[Records drawn from a dataset]
┄┄┄┄┄┄┄┄┄┄┄┄┄┄┄┄┄┄┄┄

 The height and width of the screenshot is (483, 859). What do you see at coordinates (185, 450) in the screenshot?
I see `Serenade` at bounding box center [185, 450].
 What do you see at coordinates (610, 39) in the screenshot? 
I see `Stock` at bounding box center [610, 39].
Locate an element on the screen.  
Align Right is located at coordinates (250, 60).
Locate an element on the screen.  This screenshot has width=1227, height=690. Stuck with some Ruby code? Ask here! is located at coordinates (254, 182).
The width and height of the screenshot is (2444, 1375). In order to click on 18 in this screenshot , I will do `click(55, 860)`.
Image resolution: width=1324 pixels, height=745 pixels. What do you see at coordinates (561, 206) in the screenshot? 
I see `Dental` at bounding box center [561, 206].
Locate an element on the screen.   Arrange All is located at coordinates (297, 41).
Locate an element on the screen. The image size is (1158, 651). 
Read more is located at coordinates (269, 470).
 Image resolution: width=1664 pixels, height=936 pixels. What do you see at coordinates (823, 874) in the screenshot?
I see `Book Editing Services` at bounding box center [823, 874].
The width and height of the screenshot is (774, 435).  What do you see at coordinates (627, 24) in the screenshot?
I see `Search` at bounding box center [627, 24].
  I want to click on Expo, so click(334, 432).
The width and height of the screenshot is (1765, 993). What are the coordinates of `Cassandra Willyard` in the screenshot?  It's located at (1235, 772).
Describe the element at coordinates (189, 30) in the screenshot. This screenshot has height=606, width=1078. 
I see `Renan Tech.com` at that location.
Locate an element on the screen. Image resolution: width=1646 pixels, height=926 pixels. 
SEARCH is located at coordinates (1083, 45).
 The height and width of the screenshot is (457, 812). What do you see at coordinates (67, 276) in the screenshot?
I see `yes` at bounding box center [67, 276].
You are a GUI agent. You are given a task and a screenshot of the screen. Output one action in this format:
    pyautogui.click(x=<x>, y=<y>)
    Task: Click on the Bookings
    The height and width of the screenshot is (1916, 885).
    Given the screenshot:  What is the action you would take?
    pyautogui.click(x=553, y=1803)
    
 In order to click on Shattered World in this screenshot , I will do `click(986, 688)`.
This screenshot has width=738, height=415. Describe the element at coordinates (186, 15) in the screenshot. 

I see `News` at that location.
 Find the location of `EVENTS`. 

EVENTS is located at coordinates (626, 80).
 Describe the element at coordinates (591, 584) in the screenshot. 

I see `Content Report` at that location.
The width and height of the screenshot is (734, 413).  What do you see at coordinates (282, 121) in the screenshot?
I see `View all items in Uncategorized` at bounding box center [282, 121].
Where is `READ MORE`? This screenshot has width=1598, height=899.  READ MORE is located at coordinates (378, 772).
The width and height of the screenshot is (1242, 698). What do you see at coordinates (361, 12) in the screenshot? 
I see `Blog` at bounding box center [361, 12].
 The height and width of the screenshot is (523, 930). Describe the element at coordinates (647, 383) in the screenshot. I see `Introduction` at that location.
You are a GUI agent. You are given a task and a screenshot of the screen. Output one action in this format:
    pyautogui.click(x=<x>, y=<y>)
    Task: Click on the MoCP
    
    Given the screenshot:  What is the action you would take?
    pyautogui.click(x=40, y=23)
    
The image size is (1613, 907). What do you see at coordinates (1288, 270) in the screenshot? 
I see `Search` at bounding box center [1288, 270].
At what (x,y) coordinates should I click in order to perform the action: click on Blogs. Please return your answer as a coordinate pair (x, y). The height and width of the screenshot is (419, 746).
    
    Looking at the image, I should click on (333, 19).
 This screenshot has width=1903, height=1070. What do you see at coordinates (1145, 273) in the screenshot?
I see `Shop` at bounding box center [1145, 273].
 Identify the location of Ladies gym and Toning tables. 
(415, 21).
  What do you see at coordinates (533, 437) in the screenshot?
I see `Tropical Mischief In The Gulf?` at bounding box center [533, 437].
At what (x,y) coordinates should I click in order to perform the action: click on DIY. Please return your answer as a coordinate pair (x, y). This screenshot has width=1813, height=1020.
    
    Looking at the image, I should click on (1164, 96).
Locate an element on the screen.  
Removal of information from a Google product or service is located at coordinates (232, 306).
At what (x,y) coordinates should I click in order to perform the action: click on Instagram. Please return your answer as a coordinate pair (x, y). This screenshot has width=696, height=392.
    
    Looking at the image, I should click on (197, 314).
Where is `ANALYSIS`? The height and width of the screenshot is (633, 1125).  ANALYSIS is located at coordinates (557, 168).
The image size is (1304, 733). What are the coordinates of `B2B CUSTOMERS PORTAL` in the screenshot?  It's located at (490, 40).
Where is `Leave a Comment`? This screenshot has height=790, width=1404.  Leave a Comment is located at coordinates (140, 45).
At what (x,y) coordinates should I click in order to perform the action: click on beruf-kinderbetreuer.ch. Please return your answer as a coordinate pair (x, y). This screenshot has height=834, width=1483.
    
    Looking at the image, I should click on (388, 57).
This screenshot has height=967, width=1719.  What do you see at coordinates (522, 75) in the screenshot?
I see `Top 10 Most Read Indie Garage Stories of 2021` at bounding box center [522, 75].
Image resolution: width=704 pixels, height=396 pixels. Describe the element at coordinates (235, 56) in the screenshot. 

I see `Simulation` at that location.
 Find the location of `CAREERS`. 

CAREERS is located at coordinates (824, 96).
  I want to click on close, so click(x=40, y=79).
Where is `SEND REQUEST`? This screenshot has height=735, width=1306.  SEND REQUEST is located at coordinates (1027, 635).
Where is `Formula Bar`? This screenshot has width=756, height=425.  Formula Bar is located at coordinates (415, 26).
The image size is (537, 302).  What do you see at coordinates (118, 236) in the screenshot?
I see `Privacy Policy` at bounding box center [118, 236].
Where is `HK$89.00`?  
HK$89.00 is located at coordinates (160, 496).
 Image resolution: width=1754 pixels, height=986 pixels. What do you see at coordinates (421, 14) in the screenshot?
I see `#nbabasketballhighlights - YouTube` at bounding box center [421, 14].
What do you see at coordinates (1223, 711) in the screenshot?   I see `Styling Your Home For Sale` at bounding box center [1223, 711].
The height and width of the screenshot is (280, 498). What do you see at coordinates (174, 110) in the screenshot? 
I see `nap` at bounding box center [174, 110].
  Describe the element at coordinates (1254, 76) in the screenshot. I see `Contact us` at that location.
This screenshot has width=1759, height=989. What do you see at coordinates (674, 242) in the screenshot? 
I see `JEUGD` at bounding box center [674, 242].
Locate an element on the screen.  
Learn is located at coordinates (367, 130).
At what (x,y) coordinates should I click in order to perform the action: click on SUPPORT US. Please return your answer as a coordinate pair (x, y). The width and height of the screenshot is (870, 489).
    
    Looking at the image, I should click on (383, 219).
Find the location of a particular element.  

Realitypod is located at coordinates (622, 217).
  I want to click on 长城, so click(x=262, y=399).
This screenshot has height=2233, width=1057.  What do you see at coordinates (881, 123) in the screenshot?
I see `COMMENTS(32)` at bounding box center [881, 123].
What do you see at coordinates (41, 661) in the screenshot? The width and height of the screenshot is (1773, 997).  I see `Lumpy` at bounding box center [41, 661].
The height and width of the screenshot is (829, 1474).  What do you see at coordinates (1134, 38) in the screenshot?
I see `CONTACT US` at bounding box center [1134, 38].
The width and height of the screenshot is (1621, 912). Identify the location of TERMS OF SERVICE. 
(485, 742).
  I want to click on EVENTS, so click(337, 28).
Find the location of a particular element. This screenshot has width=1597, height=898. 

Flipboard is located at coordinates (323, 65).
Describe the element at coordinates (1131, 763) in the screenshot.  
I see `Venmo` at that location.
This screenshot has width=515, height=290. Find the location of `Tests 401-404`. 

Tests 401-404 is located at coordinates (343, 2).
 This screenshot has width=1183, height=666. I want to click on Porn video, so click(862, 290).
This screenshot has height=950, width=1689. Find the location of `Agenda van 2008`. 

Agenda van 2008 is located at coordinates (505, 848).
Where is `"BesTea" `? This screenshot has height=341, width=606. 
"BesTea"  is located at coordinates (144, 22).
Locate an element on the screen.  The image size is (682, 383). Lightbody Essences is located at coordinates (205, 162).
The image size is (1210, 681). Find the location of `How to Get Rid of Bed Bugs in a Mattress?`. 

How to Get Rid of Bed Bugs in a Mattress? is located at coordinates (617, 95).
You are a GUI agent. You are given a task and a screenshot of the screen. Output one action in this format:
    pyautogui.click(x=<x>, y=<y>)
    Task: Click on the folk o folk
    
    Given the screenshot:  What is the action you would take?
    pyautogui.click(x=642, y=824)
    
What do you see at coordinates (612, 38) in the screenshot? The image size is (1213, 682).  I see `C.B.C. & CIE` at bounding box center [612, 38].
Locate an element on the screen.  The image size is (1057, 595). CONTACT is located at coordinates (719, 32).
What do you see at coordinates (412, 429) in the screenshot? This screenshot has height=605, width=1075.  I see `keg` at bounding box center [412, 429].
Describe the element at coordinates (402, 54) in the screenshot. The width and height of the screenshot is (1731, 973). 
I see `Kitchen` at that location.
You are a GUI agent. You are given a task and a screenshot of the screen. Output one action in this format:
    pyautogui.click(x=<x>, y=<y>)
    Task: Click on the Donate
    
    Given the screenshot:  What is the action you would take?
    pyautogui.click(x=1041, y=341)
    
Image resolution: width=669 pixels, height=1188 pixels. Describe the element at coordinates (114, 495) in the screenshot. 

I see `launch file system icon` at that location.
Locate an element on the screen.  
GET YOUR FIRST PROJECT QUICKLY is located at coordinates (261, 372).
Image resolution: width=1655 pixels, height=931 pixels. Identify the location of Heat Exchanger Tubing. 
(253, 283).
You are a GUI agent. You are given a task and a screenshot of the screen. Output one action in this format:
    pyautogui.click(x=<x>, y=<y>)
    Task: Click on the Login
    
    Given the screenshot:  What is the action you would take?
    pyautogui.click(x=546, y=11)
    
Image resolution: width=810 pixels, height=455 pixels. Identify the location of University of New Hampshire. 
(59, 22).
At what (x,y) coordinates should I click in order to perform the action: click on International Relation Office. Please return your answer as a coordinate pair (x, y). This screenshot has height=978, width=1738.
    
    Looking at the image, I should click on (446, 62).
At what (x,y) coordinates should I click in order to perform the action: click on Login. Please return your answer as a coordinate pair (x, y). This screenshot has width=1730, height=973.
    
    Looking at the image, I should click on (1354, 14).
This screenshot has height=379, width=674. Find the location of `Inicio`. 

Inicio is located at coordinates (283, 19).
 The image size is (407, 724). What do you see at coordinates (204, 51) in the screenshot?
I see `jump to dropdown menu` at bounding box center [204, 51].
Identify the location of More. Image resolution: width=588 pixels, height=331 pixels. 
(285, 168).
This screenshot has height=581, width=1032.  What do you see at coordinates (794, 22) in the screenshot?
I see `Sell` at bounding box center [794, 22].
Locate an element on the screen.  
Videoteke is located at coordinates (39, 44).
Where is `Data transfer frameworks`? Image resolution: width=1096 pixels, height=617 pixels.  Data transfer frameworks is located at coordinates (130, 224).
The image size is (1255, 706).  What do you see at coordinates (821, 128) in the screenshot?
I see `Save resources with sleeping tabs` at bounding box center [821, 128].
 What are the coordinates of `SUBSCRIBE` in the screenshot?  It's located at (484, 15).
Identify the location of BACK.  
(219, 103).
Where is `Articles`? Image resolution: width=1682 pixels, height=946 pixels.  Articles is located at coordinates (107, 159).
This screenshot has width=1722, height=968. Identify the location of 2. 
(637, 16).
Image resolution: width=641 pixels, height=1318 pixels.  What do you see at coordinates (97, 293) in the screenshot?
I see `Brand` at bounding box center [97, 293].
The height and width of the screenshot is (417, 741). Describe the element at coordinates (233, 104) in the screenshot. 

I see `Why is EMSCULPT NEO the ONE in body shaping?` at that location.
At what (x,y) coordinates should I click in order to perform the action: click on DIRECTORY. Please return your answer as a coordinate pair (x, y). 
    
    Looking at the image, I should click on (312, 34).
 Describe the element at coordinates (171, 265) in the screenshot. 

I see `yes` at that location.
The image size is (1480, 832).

┄┄┄┄┄┄┄┄┄┄┄┄┄┄┄┄┄┄┄┄

**Exercise requirements**
When you reach the line with "This screenshot has width=1759, height=989." in the records above, start writing out lines exactly, and stop once the line with "What do you see at coordinates (41, 661)" has been written; include nothing else.

**Solution to the problem**
This screenshot has width=1759, height=989. What do you see at coordinates (674, 242) in the screenshot? 
I see `JEUGD` at bounding box center [674, 242].
Locate an element on the screen.  
Learn is located at coordinates (367, 130).
At what (x,y) coordinates should I click in order to perform the action: click on SUPPORT US. Please return your answer as a coordinate pair (x, y). The width and height of the screenshot is (870, 489).
    
    Looking at the image, I should click on (383, 219).
Find the location of a particular element.  

Realitypod is located at coordinates (622, 217).
  I want to click on 长城, so click(x=262, y=399).
This screenshot has height=2233, width=1057.  What do you see at coordinates (881, 123) in the screenshot?
I see `COMMENTS(32)` at bounding box center [881, 123].
What do you see at coordinates (41, 661) in the screenshot? The width and height of the screenshot is (1773, 997).  I see `Lumpy` at bounding box center [41, 661].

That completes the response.